Contributions are welcome. You can help with:
- Code:
- Homoglyph mappings
- Smarter zero-width insertion strategies
- Performance improvements
- Site-specific integrations (e.g., special handling for certain platforms)
- Documentation:
- More examples
- Threat model analysis
- Platform behavior reports
- Testing:
- Trying ScrambleText on different sites and reporting:
- What works
- What breaks
- What gets normalized/stripped
- Trying ScrambleText on different sites and reporting:
How to contribute:
- Fork the repository.
- Create a feature branch:
git checkout -b feature/my-improvement
- Make your changes.
- Add tests where reasonable.
- Submit a pull request describing:
- What you changed
- Why
- Any known limitations
To build ScrambleText from source:
-
Install dependencies:
npm install
-
Build the extension:
npm run build
Or use the build script:
bash build.sh
Output goes to
dist/directory -
Load the built extension in Chrome:
- Go to
chrome://extensions/ - Enable Developer mode
- Click "Load unpacked"
- Select the
dist/directory
- Go to
-
The extension features:
- Dark purple gradient UI with animated background
- Ghost-themed icon
- Live preview with instant scrambling
- Four obfuscation profiles
- Regenerate and copy buttons with tooltips
- Some platforms may:
- Strip or normalize text, nullifying some protections
- Break certain homoglyphs in their fonts, making text look slightly "off"
- Some systems may:
- Show replacement boxes or question marks for rare Unicode characters
- Affect readability for certain fonts or locales
If you encounter a platform where ScrambleText behaves poorly:
- Open an issue
- Include:
- The platform
- Browser version
- Example text
- Screenshots (if possible)
- Whether you used Light/Normal/Heavy mode
This project is licensed under the MIT License — see the LICENSE file for details.
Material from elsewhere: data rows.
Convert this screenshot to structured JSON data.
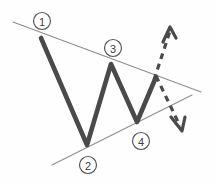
{
  "diagram": {
    "background_color": "#fefefe",
    "wave_color": "#4a4a4a",
    "trendline_color": "#8d8d8d",
    "projection_color": "#4a4a4a",
    "label_stroke_color": "#555555",
    "label_text_color": "#3d3d3d"
  },
  "chart_data": {
    "type": "line",
    "xlabel": "",
    "ylabel": "",
    "xlim": [
      0,
      216
    ],
    "ylim": [
      184,
      0
    ],
    "grid": false,
    "legend": "none",
    "series": [
      {
        "name": "price-wave",
        "style": "solid",
        "color": "#4a4a4a",
        "width": 4.6,
        "points": [
          {
            "x": 41,
            "y": 38,
            "label": "1"
          },
          {
            "x": 87,
            "y": 145,
            "label": "2"
          },
          {
            "x": 111,
            "y": 64,
            "label": "3"
          },
          {
            "x": 137,
            "y": 122,
            "label": "4"
          },
          {
            "x": 156,
            "y": 77,
            "label": ""
          }
        ]
      },
      {
        "name": "upper-trendline",
        "style": "solid",
        "color": "#8d8d8d",
        "width": 1.1,
        "points": [
          {
            "x": 13,
            "y": 22
          },
          {
            "x": 201,
            "y": 92
          }
        ]
      },
      {
        "name": "lower-trendline",
        "style": "solid",
        "color": "#8d8d8d",
        "width": 1.1,
        "points": [
          {
            "x": 52,
            "y": 165
          },
          {
            "x": 192,
            "y": 95
          }
        ]
      },
      {
        "name": "breakout-up-projection",
        "style": "dashed",
        "color": "#4a4a4a",
        "width": 3.2,
        "points": [
          {
            "x": 154,
            "y": 80
          },
          {
            "x": 170,
            "y": 31
          }
        ]
      },
      {
        "name": "breakout-down-projection",
        "style": "dashed",
        "color": "#4a4a4a",
        "width": 3.2,
        "points": [
          {
            "x": 156,
            "y": 76
          },
          {
            "x": 180,
            "y": 126
          }
        ]
      }
    ],
    "annotations": [
      {
        "id": "1",
        "text": "1",
        "x": 42,
        "y": 21,
        "shape": "circle",
        "radius": 8.5
      },
      {
        "id": "2",
        "text": "2",
        "x": 88,
        "y": 165,
        "shape": "circle",
        "radius": 8.5
      },
      {
        "id": "3",
        "text": "3",
        "x": 113,
        "y": 48,
        "shape": "circle",
        "radius": 8.5
      },
      {
        "id": "4",
        "text": "4",
        "x": 141,
        "y": 141,
        "shape": "circle",
        "radius": 8.5
      }
    ],
    "arrows": [
      {
        "id": "up-arrow",
        "direction": "up",
        "tip_x": 170,
        "tip_y": 28
      },
      {
        "id": "down-arrow",
        "direction": "down",
        "tip_x": 182,
        "tip_y": 130
      }
    ]
  },
  "labels": {
    "wave_1": "1",
    "wave_2": "2",
    "wave_3": "3",
    "wave_4": "4"
  }
}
- ScrambleText is provided "as is", without any guarantees.
- Using ScrambleText does not guarantee that:
- Your content will avoid moderation or removal
- Your data will never be used in AI training
- You are responsible for:
- Complying with the terms of service of the platforms you use
- Understanding the legal and ethical implications in your jurisdiction
ScrambleText is a tool for experimentation, privacy-minded expression, and research into adversarial text — not a promise of invisibility.
If you find ScrambleText useful, consider:
- ⭐ Starring this repository
- 🐛 Reporting bugs via GitHub Issues
- 💡 Suggesting features
- 🔀 Contributing code or documentation
For questions or support, please open an issue on GitHub.